I’m guessing a lot of this stems from the affinity for blockbuster

industrialization projects and a religious faith in economies of scale

(faith, because they’re “things not seen” beyond relatively low levels

of output). It also probably owes something to an implicit assumption

that large-scale industrialization can only be carried out by some

far-seeing “progressive” class against the will of the producing

classes: either “primitive accumulation” on the model of the Western

enclosures and expropriations, or “socialist accumulation” on the

Stalinist model. Either way, the producing classes will just sit around

comfortably chewing their cud unless they’re driven like beasts into the

factories.

The hyper-mechanization of agriculture that was brought about under

influence of Russian aid was actually less efficient, as shown by the

increased standard of living produced by intensive farming on the

neighborhood scale since the post-Soviet collapse of Cuban mechanized

farming. During the years of Soviet support, Cuba was locked into a

neocolonial policy of growing sugar for the Soviet bloc on giant

agribusiness plantations (sorry, collective farms) in return for

consumer goods. Hmmm--sound familiar? Since the end of fraternal

assistance between progressive peoples, and all that,

....Cuba... learned to stop exporting sugar and instead started growing

its own food again, growing it on small private farms and thousands of

pocket-sized urban market gardens—and, lacking chemicals and

fertilizers, much of that food became de facto organic. Somehow, the

combination worked. Cubans have as much food as they did before the

Soviet Union collapsed. They’re still short of meat, and the milk supply

remains a real problem, but their caloric intake has returned to

normal....

In so doing they have created what may be the world’s largest working

model of a semi-sustainable agriculture, one that doesn’t rely nearly as

heavily as the rest of the world does on oil, on chemicals, on shipping

vast quantities of food back and forth.

Anyway, justified or not, Castro probably did see the cutoff of U.S. aid

following the land reform as forcing him into an increasingly statist

path of industrialization.

It was the 1959 land reform – limited though it was – which first

brought a reaction from the USA. Before that America and its

multinationals coexisted peaceably enough with the new regime. But after

it things were quite different. A substantial amount of US-owned land

was involved and Washington demanded full and immediate compensation for

lands seized in the 1959 Act; it refused financial support to the Cuban

regime, supported the most reactionary of the Batista followers who had

now become refugees in Miami, and even began to aid their piratical

attacks on Cuba itself.

From the Autumn of 1959 through 1960 events moved very rapidly. Faced

with the refusal of the USA to grant aid, and an economy that could not

survive in its old laissez-faire form without such aid, Castro was

forced to use the state in a much more activist way in the economy. In

September 1959 he announced that henceforth economic development would

have to take place under the auspices of the state. On the land the

property gained by Batista’s followers during his regime was confiscated

at the end of the year. About 400 cooperatives and 485 Peoples Stores

(designed to eliminate rural profiteers) were set up by the newly

established INRA (National Association of Agrarian Reform). But Castro

at this point still hung back from nationalisation measures.

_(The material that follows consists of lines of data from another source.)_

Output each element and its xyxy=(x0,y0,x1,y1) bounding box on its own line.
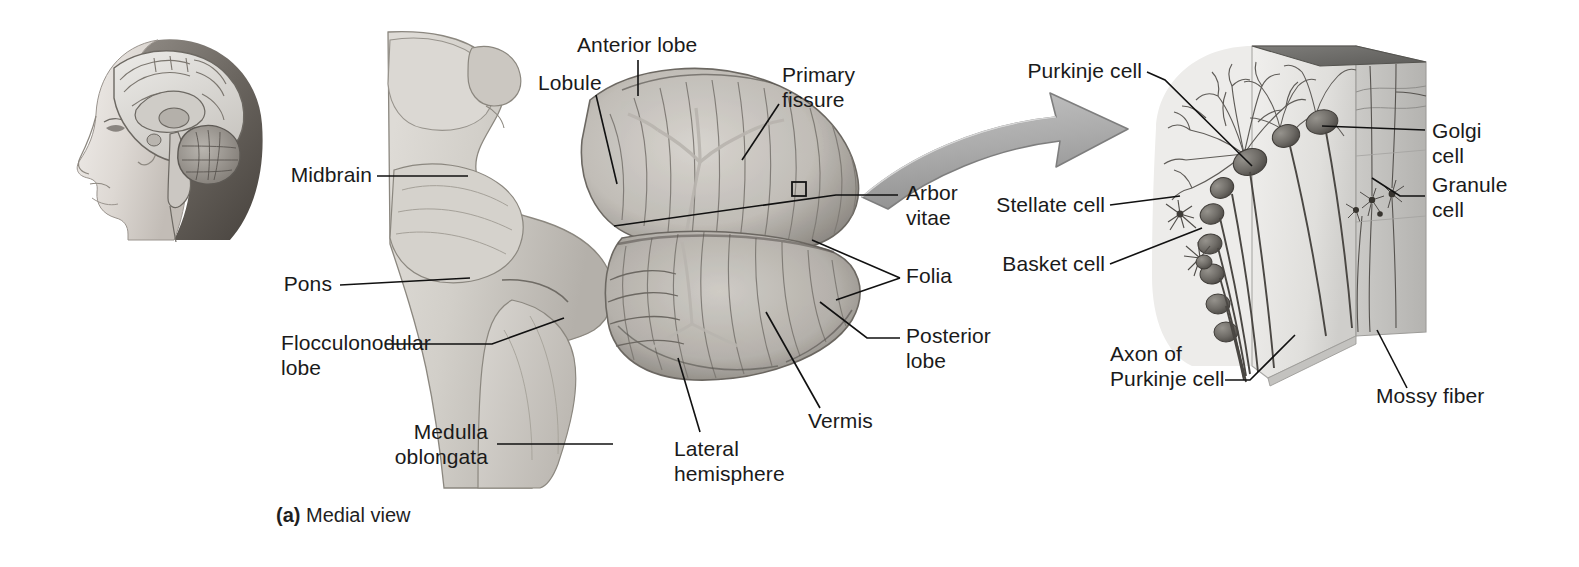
granule-soma xyxy=(1369,197,1375,203)
label-primary-fissure: Primary fissure xyxy=(782,62,855,112)
label-axon-of-purkinje-cell: Axon of Purkinje cell xyxy=(1110,341,1225,391)
label-medulla-oblongata: Medulla oblongata xyxy=(210,419,488,469)
label-mossy-fiber: Mossy fiber xyxy=(1376,383,1484,408)
basket-soma xyxy=(1196,255,1212,269)
granule-soma xyxy=(1389,191,1396,198)
caption-part-label: (a) xyxy=(276,504,300,526)
figure-caption: (a) Medial view xyxy=(276,504,411,527)
label-pons: Pons xyxy=(150,271,332,296)
label-anterior-lobe: Anterior lobe xyxy=(577,32,697,57)
label-lateral-hemisphere: Lateral hemisphere xyxy=(674,436,785,486)
label-purkinje-cell: Purkinje cell xyxy=(930,58,1142,83)
pituitary xyxy=(147,134,161,146)
label-flocculonodular-lobe: Flocculonodular lobe xyxy=(281,330,521,380)
figure-cerebellum-anatomy: Midbrain Pons Flocculonodular lobe Medul… xyxy=(0,0,1579,567)
colliculus xyxy=(468,46,521,106)
cerebellum-inferior xyxy=(605,231,860,380)
label-granule-cell: Granule cell xyxy=(1432,172,1507,222)
thalamus xyxy=(159,108,189,128)
stellate-soma xyxy=(1177,211,1184,218)
label-basket-cell: Basket cell xyxy=(930,251,1105,276)
label-midbrain: Midbrain xyxy=(150,162,372,187)
caption-text: Medial view xyxy=(300,504,410,526)
granule-soma xyxy=(1353,207,1359,213)
label-stellate-cell: Stellate cell xyxy=(930,192,1105,217)
label-posterior-lobe: Posterior lobe xyxy=(906,323,991,373)
label-lobule: Lobule xyxy=(538,70,602,95)
head-inset-illustration xyxy=(62,28,286,246)
label-vermis: Vermis xyxy=(808,408,873,433)
label-golgi-cell: Golgi cell xyxy=(1432,118,1482,168)
pons-region xyxy=(390,164,523,283)
granule-soma xyxy=(1377,211,1383,217)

The latter were adopted in response to more active economic warfare by

the U.S.

The next phase in Cuba’s attempt to break from the stranglehold of

dependence was connected with oil. The USSR agreed to supply a limited

amount of crude to Cuba in the summer of 1960 in exchange for sugar. But

the multinationals – Texaco, Shell and Esso – refused to refine it in

their Cuban refineries. The Cuban government reacted swiftly, seizing

the installations at the end of June 1960. Within a week, Eisenhower had

cancelled Cuba’s remaining quota of sugar imports to the USA. This was

followed immediately by the confiscation of about $800m of US

corporation property – in oil, sugar, electricity and mines. The USA

responded with a total trade embargo to and from Cuba – a devastating

economic blow given Cuba’s total dependence on the US connection.

Finally the Cuban regime completed its hold on industry in October 1960

with the nationalisation of the banks, hotels, cinemas and most of the

factories and shops.

In the face of sabre rattling by Kennedy and a genuine threat of

invasion, Cuba became increasingly totalitarian. One manifestation of

this was the so-called “Committees for the Defence of the Revolution”

(CDRs), which were “[o]rganised on a block-by-block basis, [for the

purpose of forming] small squads of vigilantes to observe and report on

possible fifth columnists amongst the erstwhile lackeys of Batista and

the US multinationals.”

Meanwhile, as Castro increasingly resorted to autarky under the U.S.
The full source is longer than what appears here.